The Prince of Wales, Georgie, took the early evening easily: ‘6pm, read and rested, as I was pretty tired after standing about all day.’
That first night, both royal families dined on board the Victoria and Albert. Forty-four guests sat at one long table, decorated with red roses and gold centre pieces. The King sat in the middle, with the Tsarina on his right. The Tsar was immediately opposite, with Queen Alexandra on his right. Dignitaries included the Crown Prince and crown Princess of Sweden, Herbert Asquith, Edward Grey and, naturally, Admiral Fisher, who kept a low profile, perhaps feeling the absence of his Grand Duchess Olga. Georgie recorded the few he saw as guests of note: ‘Nicky and Alicky and Russian suite’.
Sablin proved predictably out of sorts, describing the atmosphere at dinner as: ‘characterised by stiffness and tension’. There was no mention here of the King’s subtle humour or charming sweetness. Was the loyal Sablin oversensitive to the pressures on the imperial couple? The Tsar would have had mixed feelings about all the social challenges, while the Tsarina was, once again, unwell. This time, it was not her legs letting her down, but her head. She was suffering, as her husband had, from neuralgia.
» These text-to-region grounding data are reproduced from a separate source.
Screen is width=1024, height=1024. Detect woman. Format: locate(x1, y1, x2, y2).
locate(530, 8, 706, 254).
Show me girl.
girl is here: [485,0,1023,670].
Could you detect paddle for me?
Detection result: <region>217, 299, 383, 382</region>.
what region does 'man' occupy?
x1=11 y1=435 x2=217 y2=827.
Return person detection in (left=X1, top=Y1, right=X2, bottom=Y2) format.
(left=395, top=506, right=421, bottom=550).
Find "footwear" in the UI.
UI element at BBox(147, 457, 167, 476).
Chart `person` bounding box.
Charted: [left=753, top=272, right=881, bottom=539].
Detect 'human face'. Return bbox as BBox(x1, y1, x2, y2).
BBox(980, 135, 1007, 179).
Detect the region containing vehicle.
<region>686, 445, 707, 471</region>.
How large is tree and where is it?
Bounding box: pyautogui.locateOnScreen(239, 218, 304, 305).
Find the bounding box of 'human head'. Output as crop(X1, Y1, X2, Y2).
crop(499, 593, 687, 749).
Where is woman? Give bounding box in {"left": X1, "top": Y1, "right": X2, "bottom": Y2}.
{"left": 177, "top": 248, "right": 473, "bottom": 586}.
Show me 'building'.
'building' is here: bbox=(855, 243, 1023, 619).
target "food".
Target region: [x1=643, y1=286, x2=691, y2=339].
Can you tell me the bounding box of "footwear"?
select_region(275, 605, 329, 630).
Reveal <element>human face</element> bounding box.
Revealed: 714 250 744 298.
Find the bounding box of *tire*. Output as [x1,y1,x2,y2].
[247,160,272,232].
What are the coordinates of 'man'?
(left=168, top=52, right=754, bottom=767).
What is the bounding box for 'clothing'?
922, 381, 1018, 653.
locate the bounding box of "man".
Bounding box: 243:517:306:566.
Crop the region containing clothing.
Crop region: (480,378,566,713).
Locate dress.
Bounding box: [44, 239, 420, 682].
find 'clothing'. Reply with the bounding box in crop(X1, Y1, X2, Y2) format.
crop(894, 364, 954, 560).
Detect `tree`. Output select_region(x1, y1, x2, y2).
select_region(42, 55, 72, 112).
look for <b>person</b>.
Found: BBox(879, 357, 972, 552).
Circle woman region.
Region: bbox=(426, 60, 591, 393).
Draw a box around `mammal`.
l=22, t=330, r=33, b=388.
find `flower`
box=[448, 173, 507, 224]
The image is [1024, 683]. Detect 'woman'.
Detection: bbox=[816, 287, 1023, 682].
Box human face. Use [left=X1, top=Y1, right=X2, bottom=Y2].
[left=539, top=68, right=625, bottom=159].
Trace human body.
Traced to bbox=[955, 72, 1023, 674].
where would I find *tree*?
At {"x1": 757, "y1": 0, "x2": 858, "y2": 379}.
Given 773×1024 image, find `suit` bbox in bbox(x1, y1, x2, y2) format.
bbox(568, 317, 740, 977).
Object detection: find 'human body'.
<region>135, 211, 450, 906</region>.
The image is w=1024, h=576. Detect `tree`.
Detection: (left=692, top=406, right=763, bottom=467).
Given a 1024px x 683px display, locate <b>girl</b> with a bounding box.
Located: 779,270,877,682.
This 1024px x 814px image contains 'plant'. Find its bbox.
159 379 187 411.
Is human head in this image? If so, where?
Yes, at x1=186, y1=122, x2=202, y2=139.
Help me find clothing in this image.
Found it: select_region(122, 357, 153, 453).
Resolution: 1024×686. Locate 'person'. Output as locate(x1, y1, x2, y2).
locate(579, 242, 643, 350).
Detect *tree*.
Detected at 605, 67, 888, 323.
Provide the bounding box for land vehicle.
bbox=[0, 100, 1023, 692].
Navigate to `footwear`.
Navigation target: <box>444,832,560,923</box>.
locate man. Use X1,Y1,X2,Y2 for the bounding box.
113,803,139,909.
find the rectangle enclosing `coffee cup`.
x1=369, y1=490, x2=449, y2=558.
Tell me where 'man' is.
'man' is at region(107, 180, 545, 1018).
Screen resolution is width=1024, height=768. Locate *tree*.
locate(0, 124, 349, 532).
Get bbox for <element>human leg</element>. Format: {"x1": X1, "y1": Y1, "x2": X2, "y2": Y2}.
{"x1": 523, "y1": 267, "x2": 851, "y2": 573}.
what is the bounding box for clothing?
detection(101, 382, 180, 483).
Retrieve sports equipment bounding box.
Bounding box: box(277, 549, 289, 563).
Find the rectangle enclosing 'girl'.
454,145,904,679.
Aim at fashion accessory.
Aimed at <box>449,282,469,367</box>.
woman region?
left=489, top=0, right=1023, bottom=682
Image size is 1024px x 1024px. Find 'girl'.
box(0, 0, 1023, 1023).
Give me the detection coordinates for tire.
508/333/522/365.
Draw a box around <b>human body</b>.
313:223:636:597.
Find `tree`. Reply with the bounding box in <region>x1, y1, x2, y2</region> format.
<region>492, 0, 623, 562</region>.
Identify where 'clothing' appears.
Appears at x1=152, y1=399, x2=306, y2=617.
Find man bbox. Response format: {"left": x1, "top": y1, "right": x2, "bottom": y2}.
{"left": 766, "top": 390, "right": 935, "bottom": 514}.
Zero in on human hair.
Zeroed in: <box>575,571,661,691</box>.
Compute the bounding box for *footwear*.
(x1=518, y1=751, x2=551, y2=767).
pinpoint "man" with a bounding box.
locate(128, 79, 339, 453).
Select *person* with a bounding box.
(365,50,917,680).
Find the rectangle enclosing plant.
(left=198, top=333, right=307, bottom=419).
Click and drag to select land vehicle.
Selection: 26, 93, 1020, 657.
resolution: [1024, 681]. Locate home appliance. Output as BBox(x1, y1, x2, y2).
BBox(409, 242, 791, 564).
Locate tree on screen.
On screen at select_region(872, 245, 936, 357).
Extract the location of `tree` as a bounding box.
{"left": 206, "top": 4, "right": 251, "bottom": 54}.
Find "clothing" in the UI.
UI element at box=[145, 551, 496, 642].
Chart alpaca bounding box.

Donald M. Wallace recalled being told by one of her ladies-in-waiting that the Tsarina had been afflicted with: ‘facial neuralgia which prevented her from sleeping well at night’. Wallace shared Sablin’s view of the atmosphere, registering the unease of his neighbour, Benckendorff: ‘He always sat silent, glancing up and down the table, as if looking for somebody he could not find.’
Thankfully, Sablin rallied sufficiently to appreciate the food, or, as he put it, ‘the remarkable sophistication and refinement of the cuisine’. The exotic menu included: ‘Cailles Froides à la Muscovite’, ‘Timbales de Poires à la Siberienne’ and ‘Glace à la Czarine’. The musical entertainment featured a band from Portsmouth playing a piece from Tchaikovsky’s Eugene Onegin, a xylophone solo called ‘Le Jo
ngleur’ and Squire’s ‘The Merry Nigger’.
The King’s speech was, once again, off the cuff: ‘I am proud to welcome you both to British waters… Your Majesty, as well as my dear niece, are no strangers to England, especially to the Isle of Wight and I trust your memory will carry you back to years ago, when the hospitality of my beloved mother was extended to you both… I trust that Your Majesty will never look upon these ships as symbols of war, but, on the contrary, as a protection to our coasts and commerce and, above all for upholding the interests of peace.’
The Tsar’s more elaborate speech was, needless to say, carefully prepared: ‘I take great pleasure in expressing my heartiest thanks for the kind words with which Your Majesty has been pleased to welcome the Empress and myself in British water. The magnificent review which I witnessed today bears full testimony to England’s greatness…. Fifteen years have passed since last I came to Cowes. I shall ever bear in mind the happy days spent with your beloved and venerated mother, Queen Victoria, and the affection she bestowed upon me, as upon the Empress, her granddaughter.’
Georgie wrote agreeably in his diary: ‘Papa proposed Nicky’s health which he answered. Very nice speeches.’ Earl Spencer was equally impressed by the King: ‘Excellent speech. Rather moved….’, but dismissive of the Tsar: ‘The Emperor read his reply.’